In 2000 a strange book was published in New York, titled Enoch the Ethiopian: The Lost Prophet of the Bible. It claimed that Enoch was “greater than Abraham, holier than Moses.” It also offered “a major key to the African origins of Hebrewism, Judaism, and Christianity.” While the scholarly argumentation of this book is very thin, it was well received in the New Age African-American community, and the hip-hop site Zulunation enthusiastically recommended it to its members (colour plate 15). Who was this Prophet Enoch, and how did he get “lost”?

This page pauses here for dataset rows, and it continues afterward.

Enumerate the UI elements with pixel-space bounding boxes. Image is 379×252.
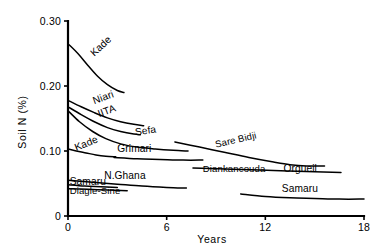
series-label: Kade (73, 134, 100, 153)
series-line (241, 194, 364, 199)
series-label: N.Ghana (104, 170, 146, 181)
y-axis-title: Soil N (%) (16, 95, 28, 148)
x-tick-label: 0 (65, 221, 71, 233)
series-label: Orgueil (283, 163, 317, 174)
y-tick-label: 0.10 (40, 145, 61, 157)
series-label: Kade (88, 34, 113, 59)
chart-canvas: 06121800.100.200.30 KadeNiariIITASefaKad… (0, 0, 379, 252)
series-line (114, 158, 203, 161)
series-label: Samaru (282, 183, 318, 194)
series-label: Diagle-Sine (70, 185, 121, 196)
y-tick-label: 0.20 (40, 80, 61, 92)
y-tick-label: 0.30 (40, 15, 61, 27)
tick-labels-group: 06121800.100.200.30 (40, 15, 370, 233)
x-tick-label: 12 (259, 221, 271, 233)
x-tick-label: 6 (164, 221, 170, 233)
series-annotations-group: KadeNiariIITASefaKadeGrimariSare BidjiDi… (70, 34, 318, 196)
series-label: Diankancouda (203, 163, 266, 174)
y-tick-label: 0 (55, 210, 61, 222)
x-axis-title: Years (197, 233, 226, 245)
series-line (175, 142, 325, 166)
series-label: Sare Bidji (214, 130, 257, 150)
series-label: IITA (96, 102, 117, 119)
series-label: Sefa (134, 123, 157, 137)
series-label: Grimari (117, 143, 151, 154)
x-tick-label: 18 (358, 221, 370, 233)
soil-nitrogen-decline-chart: 06121800.100.200.30 KadeNiariIITASefaKad… (0, 0, 379, 252)
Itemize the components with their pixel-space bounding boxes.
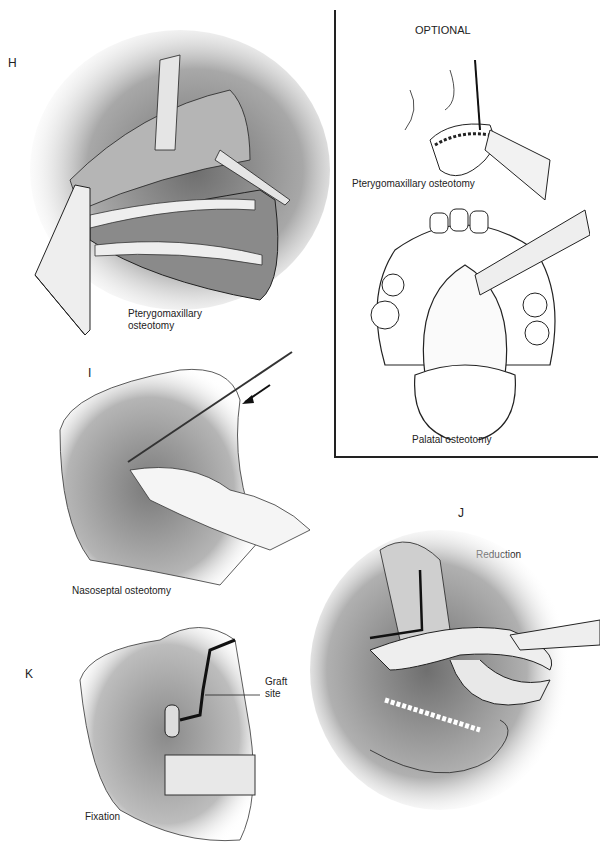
illustration-j-reduction: [310, 520, 600, 810]
illustration-optional-palatal: [355, 205, 590, 440]
optional-title: OPTIONAL: [415, 24, 471, 36]
panel-letter-j: J: [458, 506, 464, 520]
caption-optional-palatal: Palatal osteotomy: [412, 434, 492, 446]
panel-letter-k: K: [25, 667, 33, 681]
caption-h-line1: Pterygomaxillary: [128, 308, 202, 320]
caption-optional-pterygomaxillary: Pterygomaxillary osteotomy: [352, 178, 475, 190]
callout-graft-site-line2: site: [265, 688, 281, 700]
caption-h-line2: osteotomy: [128, 320, 174, 332]
callout-graft-site-line1: Graft: [265, 676, 287, 688]
illustration-h-pterygomaxillary-lateral: [0, 0, 330, 340]
caption-k: Fixation: [85, 811, 120, 823]
caption-i: Nasoseptal osteotomy: [72, 585, 171, 597]
illustration-i-nasoseptal: [30, 340, 330, 590]
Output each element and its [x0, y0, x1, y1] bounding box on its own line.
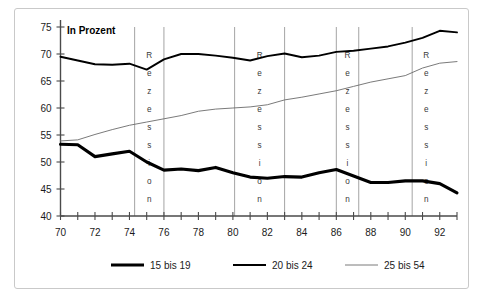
recession-label-letter: e — [424, 105, 429, 114]
recession-label-letter: e — [345, 69, 350, 78]
legend-label-0: 15 bis 19 — [150, 260, 191, 271]
recession-label-letter: s — [345, 123, 349, 132]
axis-labels: 4045505560657075707274767880828486889092 — [40, 22, 445, 238]
y-axis-tick-label: 50 — [40, 157, 52, 168]
recession-label-letter: e — [147, 105, 152, 114]
y-axis-tick-label: 60 — [40, 103, 52, 114]
recession-label-letter: o — [147, 177, 152, 186]
recession-label-letter: e — [147, 69, 152, 78]
recession-label-letter: z — [424, 87, 428, 96]
y-axis-tick-label: 45 — [40, 184, 52, 195]
legend-label-1: 20 bis 24 — [272, 260, 313, 271]
y-axis-tick-label: 75 — [40, 22, 52, 33]
recession-label-letter: z — [147, 87, 151, 96]
x-axis-tick-label: 74 — [124, 227, 136, 238]
x-axis-tick-label: 82 — [262, 227, 274, 238]
x-axis-tick-label: 84 — [296, 227, 308, 238]
axes-group — [57, 20, 458, 220]
x-axis-tick-label: 70 — [55, 227, 67, 238]
recession-label-letter: i — [259, 159, 261, 168]
y-axis-tick-label: 40 — [40, 211, 52, 222]
recession-label-letter: R — [345, 51, 351, 60]
recession-label-letter: n — [257, 195, 262, 204]
recession-label-letter: e — [257, 69, 262, 78]
recession-label-letter: e — [345, 105, 350, 114]
x-axis-tick-label: 76 — [158, 227, 170, 238]
recession-label-letter: R — [423, 51, 429, 60]
chart-figure: RezessionRezessionRezessionRezession 404… — [14, 8, 469, 289]
chart-canvas: RezessionRezessionRezessionRezession 404… — [15, 9, 470, 290]
x-axis-tick-label: 86 — [331, 227, 343, 238]
x-axis-tick-label: 78 — [193, 227, 205, 238]
recession-label-letter: n — [345, 195, 350, 204]
recession-label-letter: i — [347, 159, 349, 168]
recession-label-letter: o — [345, 177, 350, 186]
recession-label-letter: e — [424, 69, 429, 78]
recession-label-letter: R — [146, 51, 152, 60]
x-axis-tick-label: 80 — [227, 227, 239, 238]
y-axis-tick-label: 70 — [40, 49, 52, 60]
recession-label-letter: s — [424, 141, 428, 150]
legend: 15 bis 1920 bis 2425 bis 54 — [111, 260, 425, 271]
units-annotation: In Prozent — [67, 25, 116, 36]
legend-label-2: 25 bis 54 — [384, 260, 425, 271]
y-axis-tick-label: 65 — [40, 76, 52, 87]
y-axis-tick-label: 55 — [40, 130, 52, 141]
recession-label-letter: s — [147, 123, 151, 132]
recession-label-letter: s — [424, 123, 428, 132]
recession-label-letter: s — [345, 141, 349, 150]
x-axis-tick-label: 92 — [434, 227, 446, 238]
recession-label-letter: n — [147, 195, 152, 204]
x-axis-tick-label: 90 — [400, 227, 412, 238]
recession-label-letter: z — [258, 87, 262, 96]
recession-label-letter: s — [258, 141, 262, 150]
recession-label-letter: i — [425, 159, 427, 168]
x-axis-tick-label: 88 — [365, 227, 377, 238]
recession-label-letter: s — [258, 123, 262, 132]
x-axis-tick-label: 72 — [89, 227, 101, 238]
recession-label-letter: n — [424, 195, 429, 204]
recession-label-letter: s — [147, 141, 151, 150]
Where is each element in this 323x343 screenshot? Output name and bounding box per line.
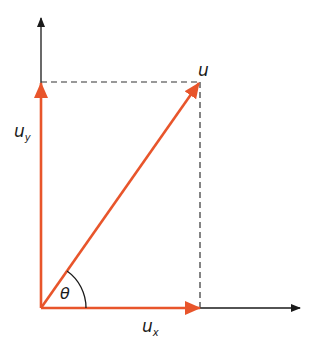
theta-label: θ: [60, 284, 70, 303]
u-vector: [41, 83, 199, 308]
uy-label-subscript: y: [24, 132, 32, 143]
uy-label: uy: [14, 121, 32, 143]
u-label: u: [198, 60, 209, 80]
theta-arc: [67, 271, 86, 308]
uy-label-main: u: [14, 121, 25, 141]
vector-component-diagram: u uy ux θ: [0, 0, 323, 343]
ux-label-main: u: [142, 316, 153, 336]
ux-label: ux: [142, 316, 159, 338]
ux-label-subscript: x: [152, 327, 159, 338]
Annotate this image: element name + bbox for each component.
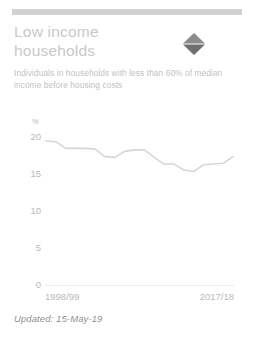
y-tick-label-5: 5 (36, 242, 41, 253)
card-accent-bar (12, 9, 242, 15)
y-tick-label-0: 0 (36, 279, 41, 290)
y-tick-label-10: 10 (30, 205, 41, 216)
page-title: Low income households (14, 22, 154, 60)
series-line-low-income (46, 141, 233, 172)
diamond-indicator-icon[interactable] (180, 30, 208, 58)
indicator-card: Low income households Individuals in hou… (0, 0, 254, 344)
card-footer: Updated: 15-May-19 (14, 313, 240, 324)
x-axis-end-label: 2017/18 (200, 291, 234, 302)
y-axis-unit-label: % (32, 117, 39, 126)
updated-timestamp: Updated: 15-May-19 (14, 313, 240, 324)
x-axis-start-label: 1998/99 (45, 291, 79, 302)
y-tick-label-20: 20 (30, 131, 41, 142)
card-subtitle: Individuals in households with less than… (14, 68, 224, 91)
y-tick-label-15: 15 (30, 168, 41, 179)
low-income-line-chart: % 20 15 10 5 0 1998/99 2017/18 (0, 112, 254, 302)
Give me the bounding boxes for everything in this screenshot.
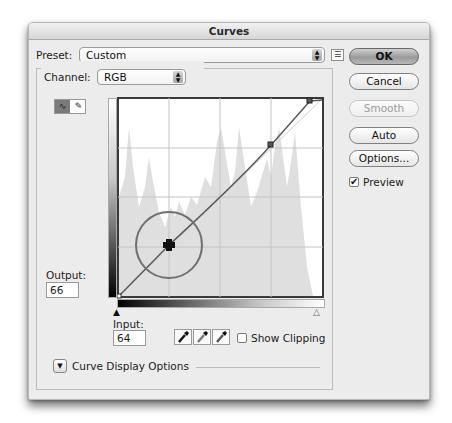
black-point-slider-icon[interactable]: ▲ [113,307,120,317]
options-button[interactable]: Options... [349,150,419,167]
disclosure-triangle-icon[interactable]: ▼ [53,359,67,373]
curve-graph[interactable] [117,97,325,299]
input-field[interactable]: 64 [113,330,146,346]
section-divider [196,367,320,368]
channel-select[interactable]: RGB ▲▼ [97,69,186,85]
input-label: Input: [113,318,144,330]
ok-button[interactable]: OK [349,48,419,65]
preset-label: Preset: [36,49,72,61]
control-point [307,98,312,103]
preview-label: Preview [363,176,404,188]
preview-checkbox[interactable]: ✔ [349,177,359,187]
channel-label: Channel: [44,71,91,83]
preset-options-icon[interactable]: ☰ [331,49,344,61]
show-clipping-checkbox[interactable] [237,333,247,343]
gray-point-eyedropper-icon[interactable] [193,329,211,345]
popup-arrows-icon: ▲▼ [173,71,183,83]
eyedropper-group [174,329,230,345]
auto-button[interactable]: Auto [349,127,419,144]
input-gradient-bar [117,299,325,308]
channel-value: RGB [104,71,127,83]
output-gradient-bar [108,98,117,298]
output-label: Output: [46,269,86,281]
control-point [268,142,273,147]
curve-display-options-label[interactable]: Curve Display Options [72,360,189,372]
curve-edit-tool-icon[interactable]: ∿ [55,100,70,113]
white-point-eyedropper-icon[interactable] [212,329,230,345]
show-clipping-label: Show Clipping [251,332,325,344]
popup-arrows-icon: ▲▼ [312,49,322,61]
white-point-slider-icon[interactable]: △ [313,307,320,317]
pencil-tool-icon[interactable]: ✎ [71,100,86,113]
curves-dialog: Curves Preset: Custom ▲▼ ☰ OK Cancel Smo… [28,22,430,400]
control-point [117,294,121,298]
cancel-button[interactable]: Cancel [349,73,419,90]
curve-tool-group: ∿ ✎ [54,99,86,114]
black-point-eyedropper-icon[interactable] [174,329,192,345]
preset-value: Custom [86,49,126,61]
output-field[interactable]: 66 [46,282,79,298]
title-bar[interactable]: Curves [29,23,429,40]
smooth-button[interactable]: Smooth [349,100,419,117]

I stumbled upon the Enoch question ten years ago and have been fascinated by its cultural history ever since. A monograph on Enoch is in the making and slowly coming to its completion. Before focusing on Enoch, I had spent many years studying the fortunes of Dr. John Dee (1527-1609), Renaissance mathematician, “magus” of Queen Elizabeth I, mystical philosopher, and conjuror of angels. His career was rather curious: he started as a hopeful natural scientist but ended as an esotericist avant la lettre who, with the help of “scryers,” tried to contact angels in order to learn the prelapsarian Adamic language. He thought that the lingua adamica would enable him even to directly contact the Creator. In a private diary note, Dee penned the following appeal to God:
I have read in thy bokes & records, how Enoch enjoyed thy favour and conversation: and also that to Abraham, and sundry other, thy good Angels were sent, by thy disposition to instruct them, informe them, help them, yea in wordly and domesticall affaires, yea, and sometimes to satisfy theyr desyres, doutes & questions of thy Secrets. And furdermore considering the Shew stone which the high preists did use, by thy owne ordering.
As this quotation shows, it was Dee's ambition to acquire superhuman knowledge. As his role model he chose Enoch, about whom he could read in the Bible: “Enoch walked with God after he begat Methuselah three hundred years, and begat sons and daughters: … And Enoch walked with God: and he was not; for God took him” (Gen. 5:21-25). Even the Qu’ran has something to say about Enoch, who is named Idris there: “And [remember] Isma’il [Ishmael], and Idris [Enoch] and Dhul-Kifl [Isaiah], all were from among As-Sabirin [the Patient Ones, etc.]. And We admitted them to Our Mercy. Verily, they were of the righteous” (Qur’an 21:85-86). In the New Testament, Saint Jude's letter mentions something very important: “Enoch, the seventh from Adam, prophesied of these, saying, Behold, the Lord cometh with ten thousands of his saints. To execute judgement upon all, and to convince all that are ungodly among them …” (Jude 14-15).